Amphibious Architecture

April 10, 2018
Sw Jk Blog

In The Wizard of Oz, Dorothy’s house was carried off by a tornado. In real life, depending on where you live, your house is probably more likely to get swept away by water than by wind, but there’s a possibility that, like Dorothy’s, it might just stay in one piece.

Some countries—especially low-lying, flood-prone ones like the Netherlands—have long been studying ways to hold back the sea, and predictions of sea level rise are accelerating those efforts. Holding the water back, as with a seawall, is not necessarily the only option, though; another strategy is to construct buildings so that as the water rises, so do they. Variously called floating buildings or amphibious architecture, the structures might be conventional looking and sit on solid ground—until it floods, when their buoyant foundations will lift them up. Others are designed to float all the time, like massive houseboats. As this article describes, some architects and planners are already building a floating complex with hundreds of apartments, and others envision floatable and portable architecture that can be moved around the metropolis—or at least to new locations near the shore—at will.

It sounds like an expensive proposition, and it can be. But as this profile of a house in Port Maria, Jamaica, shows, it’s also possible to do it affordably. “By applying a buoyant foundation system using buoyancy blocks composed of expanded polystyrene, and using half-length telephone poles or locally harvested decay-resistant tree species for the vertical guidance posts, members of these low-income communities can retrofit their existing homes with amphibious foundations at minimal cost, protecting themselves and their possessions from flood damage,” according to a description of the project on the Buoyant Foundation’s website. “When compared to the potential cost of relocating and repairing flood damage, buoyant foundation retrofits are a low-cost, low-environmental impact solution.”

As Infrastructure Week approaches (it’s May 14–21 this year), one of the discussions we’ll be focusing on here at Forester Media is how to make infrastructure more resilient, better able to withstand storms, flooding, and other environmental damage. As long as so much of our infrastructure—from roads, airports, and railways to dams and levees to the systems that deliver water and power—need repair and upgrading, we might as well make it better able to withstand whatever comes. In some cases, that might mean starting at home, literally.

About the Author

Janice Kaspersen

Janice Kaspersen is the former editor of Erosion Control and Stormwater magazines.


EXERCISE INSTRUCTIONS = Pictures are to be omitted. Output only the lines from the one containing "The width and height of the screenshot is (409, 212)." through the end of the data, word for word.
INPUT DATA Start Marker
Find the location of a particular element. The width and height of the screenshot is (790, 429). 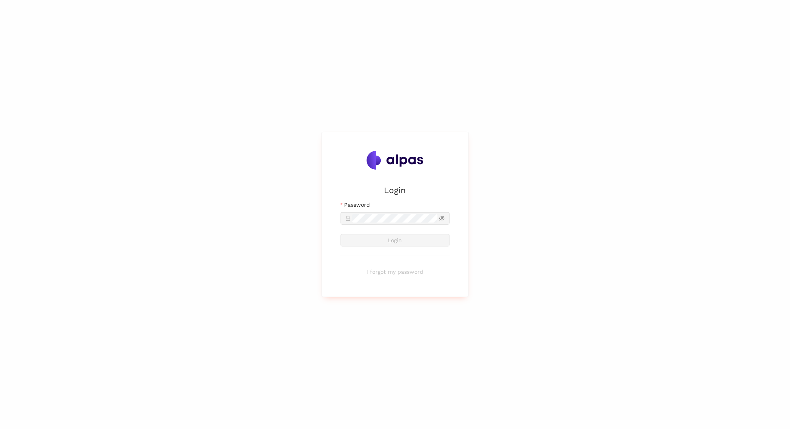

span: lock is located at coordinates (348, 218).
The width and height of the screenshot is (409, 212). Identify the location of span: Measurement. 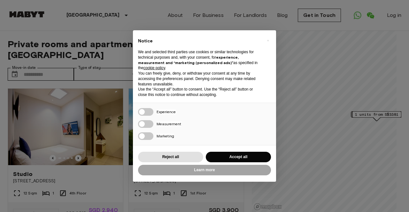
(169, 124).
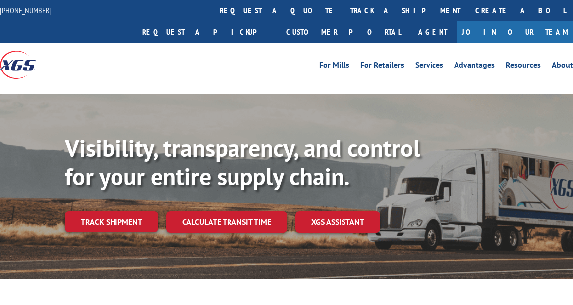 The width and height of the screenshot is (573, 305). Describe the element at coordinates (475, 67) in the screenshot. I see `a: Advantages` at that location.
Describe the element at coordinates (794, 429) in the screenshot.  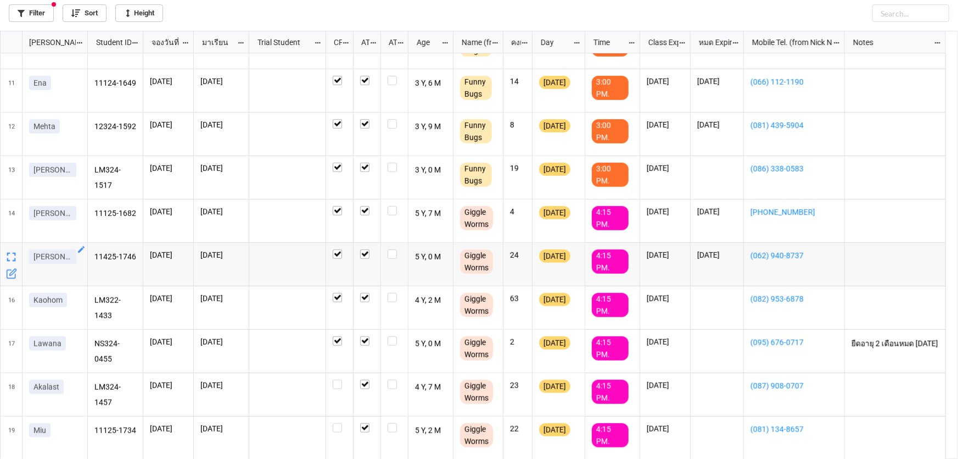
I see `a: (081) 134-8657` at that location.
INPUT DATA End Marker
SOLUTION BELOW =
The width and height of the screenshot is (409, 212). Identify the location of span: Measurement. 
(169, 124).
 The width and height of the screenshot is (573, 305). Describe the element at coordinates (475, 67) in the screenshot. I see `a: Advantages` at that location.
Describe the element at coordinates (794, 429) in the screenshot.  
I see `a: (081) 134-8657` at that location.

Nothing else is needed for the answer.